Casalata fills with laughter during the rest of the Jonsens’ visit and time passes too quickly. When our guests leave, stillness fills the air. I feel a sense of waiting, but I’m not sure why. No American news magazines arrive, just the stray National Geographic every few months. Early the next year, Mr. Jonsen sends us a Life magazine with a story about Gerald Murphy, an American pilot who worked for the local Dominican airline. I remember reading an article about him in El Caribe newspaper a few months ago, about his empty car found by an ocean cliff, near Ciudad Trujillo. They said it probably was an accident. But the Life article gives me goose bumps because it connects the pilot to the professor, Galindez. The story says Murphy flew Galindez (dead or alive, it wasn’t clear) to the Dominican Republic shortly after the professor vanished. Now Murphy has disappeared too, and this article says it’s no accident—it’s murder. The American government is investigating both cases.
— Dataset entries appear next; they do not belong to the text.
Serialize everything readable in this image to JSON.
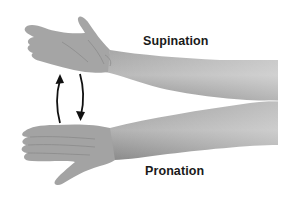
{
  "diagram": {
    "labels": {
      "supination": "Supination",
      "pronation": "Pronation"
    },
    "elements": {
      "upper_arm": "supinated forearm and hand (palm up)",
      "lower_arm": "pronated forearm and hand (palm down)",
      "arrow_up": "curved arrow pointing up (pronation to supination)",
      "arrow_down": "curved arrow pointing down (supination to pronation)"
    },
    "colors": {
      "skin_light": "#b8b8b8",
      "skin_mid": "#9a9a9a",
      "skin_dark": "#7a7a7a",
      "arrow": "#111111",
      "text": "#1a1a1a",
      "background": "#ffffff"
    }
  }
}
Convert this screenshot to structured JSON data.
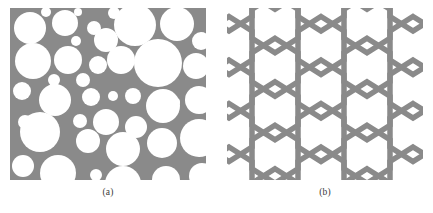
{
  "figure": {
    "background_color": "#ffffff",
    "material_color": "#8a8a8a",
    "pore_color": "#ffffff",
    "width": 433,
    "height": 213
  },
  "panels": [
    {
      "id": "a",
      "caption": "(a)",
      "type": "random-circular-pore-structure",
      "description": "Cross-section of a closed-cell foam with randomly sized and packed circular pores in a gray solid matrix",
      "x": 10,
      "y": 8,
      "width": 196,
      "height": 172,
      "circles": [
        {
          "cx": 20,
          "cy": 20,
          "r": 16
        },
        {
          "cx": 55,
          "cy": 15,
          "r": 13
        },
        {
          "cx": 84,
          "cy": 20,
          "r": 7
        },
        {
          "cx": 66,
          "cy": 33,
          "r": 5
        },
        {
          "cx": 96,
          "cy": 32,
          "r": 12
        },
        {
          "cx": 125,
          "cy": 17,
          "r": 21
        },
        {
          "cx": 167,
          "cy": 16,
          "r": 17
        },
        {
          "cx": 191,
          "cy": 33,
          "r": 9
        },
        {
          "cx": 23,
          "cy": 53,
          "r": 18
        },
        {
          "cx": 58,
          "cy": 52,
          "r": 14
        },
        {
          "cx": 88,
          "cy": 57,
          "r": 9
        },
        {
          "cx": 111,
          "cy": 52,
          "r": 14
        },
        {
          "cx": 148,
          "cy": 55,
          "r": 24
        },
        {
          "cx": 186,
          "cy": 58,
          "r": 13
        },
        {
          "cx": 44,
          "cy": 72,
          "r": 6
        },
        {
          "cx": 73,
          "cy": 72,
          "r": 7
        },
        {
          "cx": 12,
          "cy": 83,
          "r": 9
        },
        {
          "cx": 45,
          "cy": 92,
          "r": 16
        },
        {
          "cx": 81,
          "cy": 89,
          "r": 9
        },
        {
          "cx": 103,
          "cy": 88,
          "r": 5
        },
        {
          "cx": 123,
          "cy": 88,
          "r": 8
        },
        {
          "cx": 153,
          "cy": 98,
          "r": 17
        },
        {
          "cx": 189,
          "cy": 92,
          "r": 14
        },
        {
          "cx": 15,
          "cy": 114,
          "r": 7
        },
        {
          "cx": 70,
          "cy": 113,
          "r": 7
        },
        {
          "cx": 96,
          "cy": 114,
          "r": 13
        },
        {
          "cx": 126,
          "cy": 119,
          "r": 11
        },
        {
          "cx": 30,
          "cy": 124,
          "r": 20
        },
        {
          "cx": 78,
          "cy": 133,
          "r": 12
        },
        {
          "cx": 113,
          "cy": 141,
          "r": 17
        },
        {
          "cx": 152,
          "cy": 135,
          "r": 15
        },
        {
          "cx": 189,
          "cy": 130,
          "r": 19
        },
        {
          "cx": 13,
          "cy": 158,
          "r": 11
        },
        {
          "cx": 48,
          "cy": 165,
          "r": 18
        },
        {
          "cx": 86,
          "cy": 167,
          "r": 6
        },
        {
          "cx": 113,
          "cy": 176,
          "r": 18
        },
        {
          "cx": 156,
          "cy": 172,
          "r": 14
        },
        {
          "cx": 192,
          "cy": 168,
          "r": 13
        },
        {
          "cx": 36,
          "cy": 4,
          "r": 5
        },
        {
          "cx": 104,
          "cy": 5,
          "r": 6
        },
        {
          "cx": 166,
          "cy": 94,
          "r": 4
        },
        {
          "cx": 68,
          "cy": 4,
          "r": 4
        }
      ]
    },
    {
      "id": "b",
      "caption": "(b)",
      "type": "regular-hexagonal-honeycomb",
      "description": "Regular honeycomb lattice of uniform pointy-top hexagonal cells with gray cell walls",
      "x": 227,
      "y": 8,
      "width": 196,
      "height": 172,
      "lattice": {
        "orientation": "pointy-top",
        "cell_width": 46,
        "cell_height": 58,
        "wall_thickness": 5.5,
        "columns": 5,
        "rows": 5,
        "origin_x": 2,
        "origin_y": -6
      }
    }
  ]
}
Later in the week, after we’ve all read the magazine from cover to cover, I notice this particular story has been ripped out. Doing chores the next day, I find it in pieces in the kitchen garbage, under a wad of coffee grounds. Mama and Daddy don’t say another word about it, but it’s clear they don’t want anyone else to know they’ve read the story about the missing professor and pilot.
Chapter Seven
Church Bells and Cock Fights
Everybody in Miches goes to church on Sundays except us. The bells peal twice, loud and clear, once for the eight o’clock service and then again for ten o’clock mass. The sound ripples through town all the way to the river. Daddy is anti-Pope and very anti-Catholic, and doesn’t much care for the Protestants either, although there aren’t many of those in Miches. The priest, Padre Daniel, is the only other foreigner in town, a French Canadian who speaks Spanish with a heavy accent. He drops in one day soon after Casalata is put together to invite our family into the church fold.